George Wiley has spent a lot of time thinking about what could go wrong at a Rose Bowl Game.
He worked for the Pasadena Police Department for 40 years, the last seven as a lieutenant in charge of event planning. In that time, he saw more than a million people enter and leave the stadium.
The 62-year-old Monrovia resident retired in 2010, but a common public safety dilemma at football games brought him back to work.
It’s a tradition for fans to storm the field after a game and break down the goalposts as they celebrate a win. It’s also a major liability for stadium operators.
“You climb up there with five or six people, rock them hard enough and they collapse," Wiley said. "When it comes down, somebody gets whacked in the head.”
In many stadiums, Wiley said, it takes field crews about a minute and a half to lower the heavy goalposts to the ground. Wiley said he was discussing this with Rose Bowl Operating Co. General Manager Darryl Dunn one day when Dunn challenged him to come up with something better. So he did.
His invention, a retractable goal post, collapses in eight seconds. His company, Monrovia-based First Down Football Products, has installed posts at the Rose Bowl, Boston College and Chase Field in Phoenix.
The posts at the Pasadena stadium have been in place for the past two UCLA football seasons. Jan. 1 will be their second Rose Bowl Game.
Police and security guards are the first lines of defense from overzealous fans at the Rose Bowl. But it helps to able to remove the posts in the time it takes a wide receiver to run a down-and-out pattern.
“You can’t hurt someone with this,” Wiley said.
Wiley said that when he first started working at the stadium, he knew he had found his calling. He enjoyed tackling public safety issues -- from crowd control to vendors cooking food with hot grease -- so attendees could relax and have a good time.
With years of event management under his belt, the stadium officials now give him the run of the place. He can get seats to any game, and workers on the field all know his name.
“I found my home after all those years,” he said. “This is where I belong.”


## Exercise prompt
What lines of the data below include the word "Touch"? Report them by copying each.

..........

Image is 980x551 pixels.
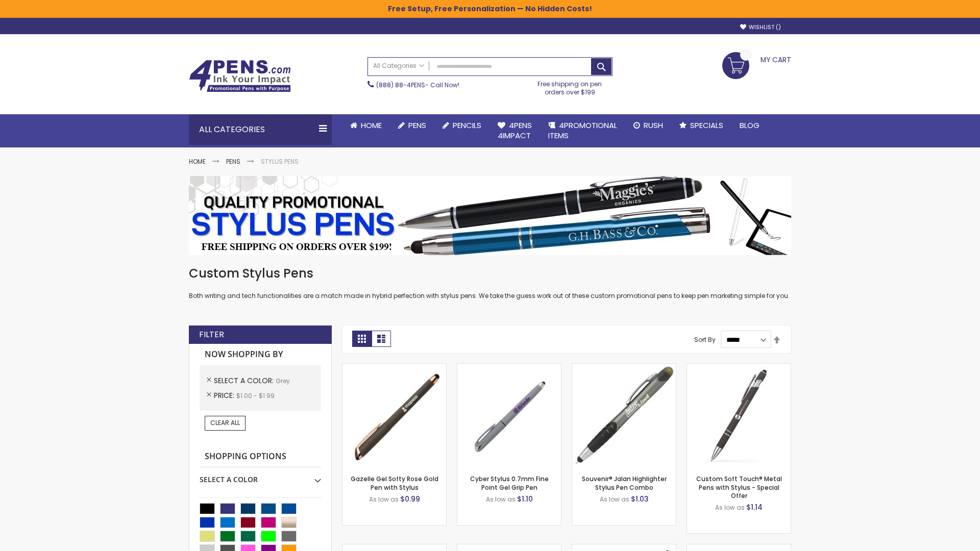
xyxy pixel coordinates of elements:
[390,114,434,137] a: Pens
[204,416,246,430] a: Clear All
[631,494,649,504] span: $1.03
[600,495,629,503] span: As low as
[400,494,421,504] span: $0.99
[213,390,236,400] span: Price
[376,81,425,89] a: (888) 88-4PENS
[694,335,716,344] label: Sort By
[189,265,791,281] h1: Custom Stylus Pens
[690,120,723,131] span: Specials
[260,157,298,166] strong: Stylus Pens
[276,376,290,385] span: Grey
[453,120,481,131] span: Pencils
[582,475,666,491] a: Souvenir® Jalan Highlighter Stylus Pen Combo
[715,503,744,511] span: As low as
[342,363,446,372] a: Gazelle Gel Softy Rose Gold Pen with Stylus-Grey
[746,502,763,512] span: $1.14
[740,24,781,31] a: Wishlist
[373,62,424,70] span: All Categories
[342,363,446,467] img: Gazelle Gel Softy Rose Gold Pen with Stylus-Grey
[342,114,390,137] a: Home
[226,157,240,166] a: Pens
[687,363,790,467] img: Custom Soft Touch® Metal Pens with Stylus-Grey
[189,60,291,92] img: 4Pens Custom Pens and Promotional Products
[213,375,276,385] span: Select A Color
[457,363,561,467] img: Cyber Stylus 0.7mm Fine Point Gel Grip Pen-Grey
[643,120,663,131] span: Rush
[200,446,321,468] strong: Shopping Options
[671,114,732,137] a: Specials
[189,176,791,255] img: Stylus Pens
[211,419,240,427] span: Clear All
[486,495,515,503] span: As low as
[200,344,321,365] strong: Now Shopping by
[352,330,372,347] strong: Grid
[434,114,490,137] a: Pencils
[470,475,548,491] a: Cyber Stylus 0.7mm Fine Point Gel Grip Pen
[189,157,206,166] a: Home
[540,114,625,147] a: 4PROMOTIONALITEMS
[740,120,759,131] span: Blog
[369,495,398,503] span: As low as
[732,114,767,137] a: Blog
[490,114,540,147] a: 4Pens4impact
[517,494,533,504] span: $1.10
[236,391,274,400] span: $1.00 - $1.99
[368,58,429,75] a: All Categories
[376,81,459,89] span: - Call Now!
[498,120,532,141] span: 4Pens 4impact
[687,363,790,372] a: Custom Soft Touch® Metal Pens with Stylus-Grey
[457,363,561,372] a: Cyber Stylus 0.7mm Fine Point Gel Grip Pen-Grey
[189,265,791,301] div: Both writing and tech functionalities are a match made in hybrid perfection with stylus pens. We ...
[200,467,321,485] div: Select A Color
[361,120,382,131] span: Home
[625,114,671,137] a: Rush
[527,76,613,97] div: Free shipping on pen orders over $199
[189,114,332,145] div: All Categories
[572,363,675,467] img: Souvenir® Jalan Highlighter Stylus Pen Combo-Grey
[572,363,675,372] a: Souvenir® Jalan Highlighter Stylus Pen Combo-Grey
[351,475,438,491] a: Gazelle Gel Softy Rose Gold Pen with Stylus
[548,120,617,141] span: 4PROMOTIONAL ITEMS
[199,329,225,340] strong: Filter
[697,475,782,499] a: Custom Soft Touch® Metal Pens with Stylus - Special Offer
[409,120,426,131] span: Pens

..........

## Result of the task
[687,363,790,467] img: Custom Soft Touch® Metal Pens with Stylus-Grey
[687,363,790,372] a: Custom Soft Touch® Metal Pens with Stylus-Grey
[697,475,782,499] a: Custom Soft Touch® Metal Pens with Stylus - Special Offer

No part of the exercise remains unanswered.